第二天早上5点,当Freund来跟Pariente换班的时候,他沿着血迹走进急诊室,收治了他从业以来见过的最严重的枪伤:一条严重的烧伤痕迹记录了子弹是如何从一位年轻男性的后颈处射入,然后从右肩穿体而出的。子弹在他身上留下了一个血肉模糊的弹孔,只差0.2英寸就会夺取他的性命。Freund开口询问他的用药历史。
“I hadtesticular cancer 15 years ago,” he said, and had been cured. Not yet 40,he had already dodged two bullets.
“我在15年前得过睾丸癌。”他回答道,并且已经被治愈了。这个患者还不到40岁,已经两次虎口脱生。
Freundfound victims who looked at once familiar and as though they had come from awar zone.
尽管病患们看上去像是从战场上回来的,但Freund觉得在一瞬间发现了他们和自己竟有那么多相似之处。
“Theywere all our age,” he said, all younger than 40, covered in blood and grime andwith their clothes ripped, not only from bullet wounds but from their struggleto escape. Many of them had been enjoying an evening out in the bars andrestaurants of the bohemian quarter Freund and his friends like to frequent.“It’s our Brooklyn,” he said.
“他们都跟我差不多大。”他说,所有人都不超过40岁,满脸血垢,衣衫褴褛。这都是他们遭受枪击并奋力逃出时留下的。伤者中的许多人本应在酒吧和餐厅度过一个放松肆意的夜晚,Freund和他的朋友们也是那的常客。“那是我们的布鲁克林(意指是他们爱去放松的好地方)”他说。

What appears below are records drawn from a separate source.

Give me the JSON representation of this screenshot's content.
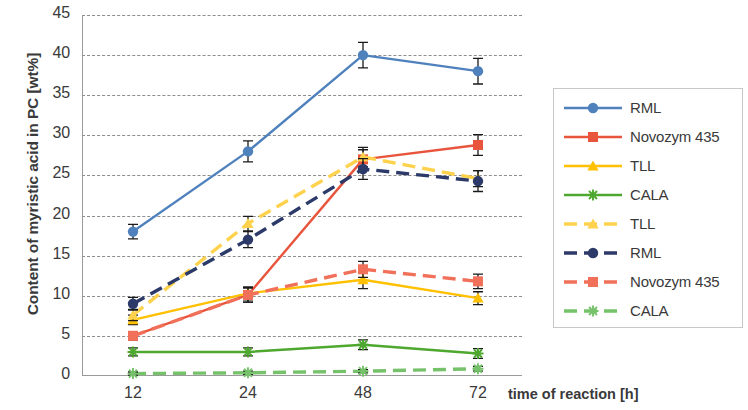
{
  "chart_data": {
    "type": "line",
    "title": "",
    "xlabel": "time of reaction [h]",
    "ylabel": "Content of myristic acid in PC [wt%]",
    "categories": [
      "12",
      "24",
      "48",
      "72"
    ],
    "x_tick_labels": [
      "12",
      "24",
      "48",
      "72"
    ],
    "y_tick_labels": [
      "0",
      "5",
      "10",
      "15",
      "20",
      "25",
      "30",
      "35",
      "40",
      "45"
    ],
    "ylim": [
      0,
      45
    ],
    "y_tick_step": 5,
    "grid": "horizontal-dashed",
    "legend_position": "right",
    "series": [
      {
        "name": "RML",
        "style": "solid",
        "color": "#4f81bd",
        "marker": "circle",
        "values": [
          18.0,
          28.0,
          40.0,
          38.0
        ],
        "errors": [
          0.9,
          1.3,
          1.6,
          1.6
        ]
      },
      {
        "name": "Novozym 435",
        "style": "solid",
        "color": "#e8553c",
        "marker": "square",
        "values": [
          5.0,
          10.1,
          27.0,
          28.8
        ],
        "errors": [
          0.5,
          0.9,
          1.2,
          1.3
        ]
      },
      {
        "name": "TLL",
        "style": "solid",
        "color": "#ffc000",
        "marker": "triangle",
        "values": [
          7.0,
          10.3,
          12.0,
          9.7
        ],
        "errors": [
          0.6,
          0.8,
          1.1,
          0.8
        ]
      },
      {
        "name": "CALA",
        "style": "solid",
        "color": "#4ea72e",
        "marker": "star",
        "values": [
          3.0,
          3.0,
          3.9,
          2.8
        ],
        "errors": [
          0.5,
          0.5,
          0.6,
          0.6
        ]
      },
      {
        "name": "TLL",
        "style": "dashed",
        "color": "#ffd24d",
        "marker": "triangle",
        "values": [
          7.6,
          19.0,
          27.3,
          24.6
        ],
        "errors": [
          0.7,
          0.9,
          1.2,
          1.0
        ]
      },
      {
        "name": "RML",
        "style": "dashed",
        "color": "#2b3a68",
        "marker": "circle",
        "values": [
          9.0,
          17.0,
          25.8,
          24.3
        ],
        "errors": [
          0.8,
          1.0,
          1.3,
          1.3
        ]
      },
      {
        "name": "Novozym 435",
        "style": "dashed",
        "color": "#f0705a",
        "marker": "square",
        "values": [
          5.0,
          10.1,
          13.3,
          11.8
        ],
        "errors": [
          0.5,
          0.9,
          1.0,
          0.9
        ]
      },
      {
        "name": "CALA",
        "style": "dashed",
        "color": "#76c26a",
        "marker": "star",
        "values": [
          0.3,
          0.4,
          0.6,
          0.9
        ],
        "errors": [
          0.2,
          0.2,
          0.2,
          0.3
        ]
      }
    ]
  },
  "legend": {
    "entries": [
      {
        "label": "RML"
      },
      {
        "label": "Novozym 435"
      },
      {
        "label": "TLL"
      },
      {
        "label": "CALA"
      },
      {
        "label": "TLL"
      },
      {
        "label": "RML"
      },
      {
        "label": "Novozym 435"
      },
      {
        "label": "CALA"
      }
    ]
  }
}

About 8or 9 a.m., a young woman came in with her boyfriend to be treated forburns on her back. She explained very quietly what she thought had happened. Anassailant had pointed a gun at her, she said. When the police burst in, hedetonated his suicide vest, which exploded into her.
早上8、9点,一个女孩子在她男友的陪伴下来治疗背后的烧伤,她平静地叙述了当晚的所见所闻:一个歹徒拿枪指着他,当警察突入的时候,他引爆了自己的炸弹背心,爆炸波及了她。
Freundcouldn’t help but think as he cleaned out the burns that it might be the fleshof the terrorist seared against her skin.
Freund无言以对,唯有尽力帮她清理那些可能由于恐怖分子的碎肉溅射到她身上而造成的烫伤。